AFTER a gruelling four-day charity trek in the mountains of Peru an intrepid Macclesfield traveller was glad to be back home... but only so she could use a proper loo!

Liz Hadfield had trained hard for the 25 mile hike in which she climbed to over 14,000ft but said nothing had prepared her for camping without showers or toilets.

"The toilets were disgusting - they were worse than the loos at the Glastonbury music festival! They were just a hole in the ground.

"I think it would have been more hygienic to go behind some bushes," she said.

And after going four days without a shower she said she felt "a bit grotty".

"When we got back to the city after the trek we met tourists who had gone up by bus - they were looking at us as if we were aliens!"

But Liz, 32, who raised an impressive £3,000 for the Children's Hospitals Trust Appeal, said she would not have missed the experience for the world.

"It was an absolutely wonderful and unforgettable experience. I feel I have achieved something really amazing," she said.

"The main reasons I did it were because it was for a good cause, and it was a personal challenge. But it was also great fun, and I met a lot of brilliant people."

The trek followed the Inca Trail from the city of Cusco to the ruins of Machu Picchu, the lost city of the Incas in the Andes Mountains.

She said: "Because we followed the trail to the city, it felt like we were the first people to discover it. It was amazing."

Liz, who works in the urology department at Macclesfield Hospital, said the sheer altitude of the trek was a hurdle in itself.

She said: "We spent the first day acclimatising ourselves to the atmosphere. If you climbed the stairs, you were out of breath, because the air is so thin.

"I was so nervous because we knew we were going to climb another 3,000 feet during the next four days."

And climb she did. Although the total distance walked was only 25 miles, Liz marched up endless stone steps and along rocky tracks to a dizzy height of 14,000ft.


**REQUIRED WORK:** What is needed is each line of the data below that holds the string "stems".

Dataset items

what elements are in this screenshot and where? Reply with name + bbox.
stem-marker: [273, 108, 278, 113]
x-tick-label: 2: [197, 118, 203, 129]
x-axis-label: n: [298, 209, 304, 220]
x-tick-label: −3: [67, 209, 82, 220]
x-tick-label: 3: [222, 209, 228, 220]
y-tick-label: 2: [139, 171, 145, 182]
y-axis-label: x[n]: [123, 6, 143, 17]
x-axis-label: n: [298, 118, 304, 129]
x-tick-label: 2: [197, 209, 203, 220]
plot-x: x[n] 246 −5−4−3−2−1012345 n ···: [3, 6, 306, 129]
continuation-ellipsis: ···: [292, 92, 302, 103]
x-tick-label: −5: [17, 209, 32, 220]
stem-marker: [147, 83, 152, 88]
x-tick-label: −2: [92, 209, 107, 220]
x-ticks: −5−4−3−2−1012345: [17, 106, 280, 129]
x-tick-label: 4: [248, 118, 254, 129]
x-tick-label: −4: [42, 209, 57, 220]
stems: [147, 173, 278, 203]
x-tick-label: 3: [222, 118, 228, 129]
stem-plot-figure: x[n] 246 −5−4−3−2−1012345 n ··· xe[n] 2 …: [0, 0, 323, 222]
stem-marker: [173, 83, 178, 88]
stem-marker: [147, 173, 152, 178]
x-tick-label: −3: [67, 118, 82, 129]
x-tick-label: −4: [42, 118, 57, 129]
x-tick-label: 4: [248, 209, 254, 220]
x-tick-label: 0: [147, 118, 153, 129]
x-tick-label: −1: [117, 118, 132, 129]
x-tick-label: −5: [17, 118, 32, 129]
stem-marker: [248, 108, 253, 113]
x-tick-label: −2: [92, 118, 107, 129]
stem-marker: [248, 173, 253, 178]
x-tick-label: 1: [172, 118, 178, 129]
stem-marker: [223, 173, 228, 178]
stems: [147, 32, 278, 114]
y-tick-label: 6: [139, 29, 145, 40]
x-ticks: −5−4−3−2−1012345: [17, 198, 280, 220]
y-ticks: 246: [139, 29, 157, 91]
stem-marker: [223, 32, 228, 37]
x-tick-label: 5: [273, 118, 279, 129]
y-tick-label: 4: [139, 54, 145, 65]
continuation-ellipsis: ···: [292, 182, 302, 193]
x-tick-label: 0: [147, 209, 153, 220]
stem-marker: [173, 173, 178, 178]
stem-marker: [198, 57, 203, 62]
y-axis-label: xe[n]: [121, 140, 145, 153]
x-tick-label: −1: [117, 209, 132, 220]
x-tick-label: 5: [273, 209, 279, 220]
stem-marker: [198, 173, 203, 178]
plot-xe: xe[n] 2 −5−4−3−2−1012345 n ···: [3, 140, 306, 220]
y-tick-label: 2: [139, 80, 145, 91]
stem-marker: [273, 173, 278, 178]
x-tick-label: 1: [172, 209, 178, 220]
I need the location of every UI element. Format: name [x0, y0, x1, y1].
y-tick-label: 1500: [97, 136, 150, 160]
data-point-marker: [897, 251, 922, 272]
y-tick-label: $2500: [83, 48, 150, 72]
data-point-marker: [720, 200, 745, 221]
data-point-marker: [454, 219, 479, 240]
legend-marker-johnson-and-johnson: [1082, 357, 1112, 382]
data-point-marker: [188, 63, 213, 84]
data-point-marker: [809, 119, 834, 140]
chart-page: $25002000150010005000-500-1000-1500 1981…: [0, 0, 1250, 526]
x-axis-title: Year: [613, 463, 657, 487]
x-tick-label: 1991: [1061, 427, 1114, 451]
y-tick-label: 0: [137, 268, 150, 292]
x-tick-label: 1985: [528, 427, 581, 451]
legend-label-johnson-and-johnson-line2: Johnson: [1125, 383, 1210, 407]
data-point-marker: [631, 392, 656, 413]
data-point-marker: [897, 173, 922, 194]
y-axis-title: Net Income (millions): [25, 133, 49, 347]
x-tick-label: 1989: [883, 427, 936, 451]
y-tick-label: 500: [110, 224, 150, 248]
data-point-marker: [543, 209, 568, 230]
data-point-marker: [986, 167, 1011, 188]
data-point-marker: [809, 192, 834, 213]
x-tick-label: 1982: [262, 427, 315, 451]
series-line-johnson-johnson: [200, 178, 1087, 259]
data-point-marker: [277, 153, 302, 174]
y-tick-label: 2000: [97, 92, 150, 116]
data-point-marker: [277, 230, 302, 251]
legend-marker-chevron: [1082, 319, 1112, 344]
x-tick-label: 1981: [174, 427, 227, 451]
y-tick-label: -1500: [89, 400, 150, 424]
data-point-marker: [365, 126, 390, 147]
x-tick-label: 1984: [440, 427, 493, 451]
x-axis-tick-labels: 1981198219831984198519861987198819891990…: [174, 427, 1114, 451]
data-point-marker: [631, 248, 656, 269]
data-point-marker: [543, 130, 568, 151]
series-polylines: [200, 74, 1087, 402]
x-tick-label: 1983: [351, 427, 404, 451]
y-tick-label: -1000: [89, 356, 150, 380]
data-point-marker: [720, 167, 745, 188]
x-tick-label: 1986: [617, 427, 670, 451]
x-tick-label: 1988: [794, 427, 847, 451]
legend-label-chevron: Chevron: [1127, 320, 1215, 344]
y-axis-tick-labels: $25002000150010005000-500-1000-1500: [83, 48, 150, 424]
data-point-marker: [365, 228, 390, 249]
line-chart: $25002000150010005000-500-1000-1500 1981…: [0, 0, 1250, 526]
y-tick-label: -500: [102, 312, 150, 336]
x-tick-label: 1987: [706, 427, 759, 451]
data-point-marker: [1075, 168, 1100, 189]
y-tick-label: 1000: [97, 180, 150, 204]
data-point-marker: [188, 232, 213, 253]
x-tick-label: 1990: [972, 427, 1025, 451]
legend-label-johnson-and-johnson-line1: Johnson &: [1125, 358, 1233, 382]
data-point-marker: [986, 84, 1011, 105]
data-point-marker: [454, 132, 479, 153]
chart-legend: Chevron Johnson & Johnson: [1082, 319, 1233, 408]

...

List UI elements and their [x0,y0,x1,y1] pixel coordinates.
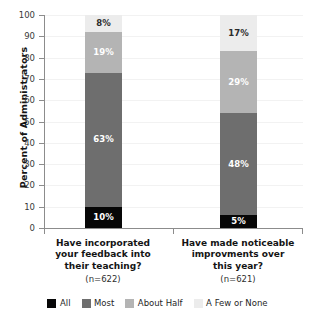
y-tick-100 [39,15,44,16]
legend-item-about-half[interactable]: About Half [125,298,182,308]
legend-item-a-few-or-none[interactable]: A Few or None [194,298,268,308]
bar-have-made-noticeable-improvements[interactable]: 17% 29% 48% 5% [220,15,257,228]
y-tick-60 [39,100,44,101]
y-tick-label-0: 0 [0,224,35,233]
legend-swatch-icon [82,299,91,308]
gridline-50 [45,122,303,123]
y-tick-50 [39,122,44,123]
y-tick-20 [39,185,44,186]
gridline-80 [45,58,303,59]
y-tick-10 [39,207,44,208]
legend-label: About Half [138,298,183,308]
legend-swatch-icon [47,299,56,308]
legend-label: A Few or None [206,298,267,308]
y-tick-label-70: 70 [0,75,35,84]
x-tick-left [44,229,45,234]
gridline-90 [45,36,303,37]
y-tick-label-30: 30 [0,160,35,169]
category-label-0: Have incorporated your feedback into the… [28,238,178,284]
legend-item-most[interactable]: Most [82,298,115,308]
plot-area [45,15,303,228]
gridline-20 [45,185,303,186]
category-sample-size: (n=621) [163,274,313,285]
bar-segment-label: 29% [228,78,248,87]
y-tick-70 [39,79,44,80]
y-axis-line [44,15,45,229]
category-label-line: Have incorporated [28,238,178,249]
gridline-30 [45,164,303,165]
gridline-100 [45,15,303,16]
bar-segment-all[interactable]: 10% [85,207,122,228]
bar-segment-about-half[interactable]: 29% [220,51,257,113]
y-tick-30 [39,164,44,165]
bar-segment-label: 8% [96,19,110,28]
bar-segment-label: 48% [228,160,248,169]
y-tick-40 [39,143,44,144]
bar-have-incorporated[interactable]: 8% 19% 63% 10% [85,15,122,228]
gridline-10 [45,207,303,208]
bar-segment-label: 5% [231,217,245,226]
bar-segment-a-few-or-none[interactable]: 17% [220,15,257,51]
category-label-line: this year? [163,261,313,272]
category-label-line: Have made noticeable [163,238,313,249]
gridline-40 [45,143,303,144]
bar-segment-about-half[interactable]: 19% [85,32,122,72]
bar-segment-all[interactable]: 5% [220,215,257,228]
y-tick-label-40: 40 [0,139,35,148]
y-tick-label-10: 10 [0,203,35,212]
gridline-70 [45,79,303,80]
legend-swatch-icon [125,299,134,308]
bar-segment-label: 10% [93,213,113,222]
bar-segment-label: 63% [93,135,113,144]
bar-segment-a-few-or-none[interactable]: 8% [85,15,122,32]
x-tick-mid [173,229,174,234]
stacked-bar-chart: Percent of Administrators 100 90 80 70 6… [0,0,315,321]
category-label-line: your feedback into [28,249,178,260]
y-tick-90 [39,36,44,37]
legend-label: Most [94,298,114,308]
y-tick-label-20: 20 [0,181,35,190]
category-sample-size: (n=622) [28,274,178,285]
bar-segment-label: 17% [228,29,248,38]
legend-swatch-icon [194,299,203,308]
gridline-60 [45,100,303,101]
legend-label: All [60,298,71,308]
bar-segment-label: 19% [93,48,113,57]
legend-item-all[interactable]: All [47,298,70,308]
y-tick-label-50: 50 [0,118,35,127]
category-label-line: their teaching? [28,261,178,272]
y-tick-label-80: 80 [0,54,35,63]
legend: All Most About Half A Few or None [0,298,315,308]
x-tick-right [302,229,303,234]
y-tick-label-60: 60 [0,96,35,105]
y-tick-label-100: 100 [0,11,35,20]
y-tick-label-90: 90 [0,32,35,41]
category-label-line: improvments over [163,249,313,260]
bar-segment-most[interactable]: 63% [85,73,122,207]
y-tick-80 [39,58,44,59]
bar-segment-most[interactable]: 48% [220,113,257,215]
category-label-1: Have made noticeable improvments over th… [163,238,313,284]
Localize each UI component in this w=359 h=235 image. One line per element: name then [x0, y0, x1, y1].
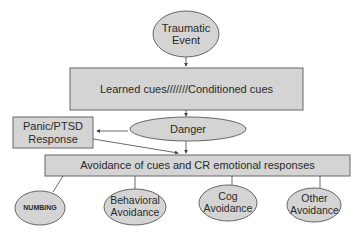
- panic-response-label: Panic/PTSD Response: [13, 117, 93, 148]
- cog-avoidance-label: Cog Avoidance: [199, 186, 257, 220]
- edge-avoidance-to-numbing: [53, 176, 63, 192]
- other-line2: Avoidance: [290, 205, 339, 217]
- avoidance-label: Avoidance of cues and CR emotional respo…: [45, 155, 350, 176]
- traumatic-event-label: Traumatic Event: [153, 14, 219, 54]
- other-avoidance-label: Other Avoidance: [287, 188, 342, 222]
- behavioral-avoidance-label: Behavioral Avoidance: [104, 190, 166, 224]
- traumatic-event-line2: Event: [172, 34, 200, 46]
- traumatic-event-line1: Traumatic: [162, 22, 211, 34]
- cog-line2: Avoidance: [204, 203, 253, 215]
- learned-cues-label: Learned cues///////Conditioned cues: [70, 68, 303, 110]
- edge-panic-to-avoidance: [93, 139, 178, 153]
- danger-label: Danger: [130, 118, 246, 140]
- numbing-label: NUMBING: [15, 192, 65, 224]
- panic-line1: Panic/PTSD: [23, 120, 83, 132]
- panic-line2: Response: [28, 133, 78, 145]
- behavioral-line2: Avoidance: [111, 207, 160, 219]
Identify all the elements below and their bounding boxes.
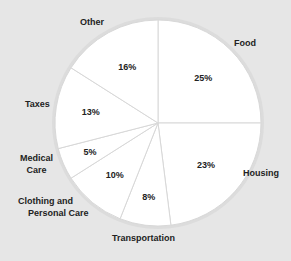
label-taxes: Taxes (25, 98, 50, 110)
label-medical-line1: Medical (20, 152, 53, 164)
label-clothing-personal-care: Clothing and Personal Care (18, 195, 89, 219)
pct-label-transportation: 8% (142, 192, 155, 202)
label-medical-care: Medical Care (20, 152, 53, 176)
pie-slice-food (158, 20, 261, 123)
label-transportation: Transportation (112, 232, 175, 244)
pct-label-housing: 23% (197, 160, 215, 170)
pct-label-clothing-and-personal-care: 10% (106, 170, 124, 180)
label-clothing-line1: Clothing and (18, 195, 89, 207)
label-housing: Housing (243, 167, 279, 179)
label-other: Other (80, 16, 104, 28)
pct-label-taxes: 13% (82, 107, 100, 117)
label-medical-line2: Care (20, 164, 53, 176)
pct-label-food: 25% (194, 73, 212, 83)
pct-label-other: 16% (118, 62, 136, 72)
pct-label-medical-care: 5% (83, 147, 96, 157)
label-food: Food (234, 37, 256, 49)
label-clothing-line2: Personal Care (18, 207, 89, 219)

**RESPONSE TO THIS EXERCISE:**
stems: [147, 173, 278, 203]
stems: [147, 32, 278, 114]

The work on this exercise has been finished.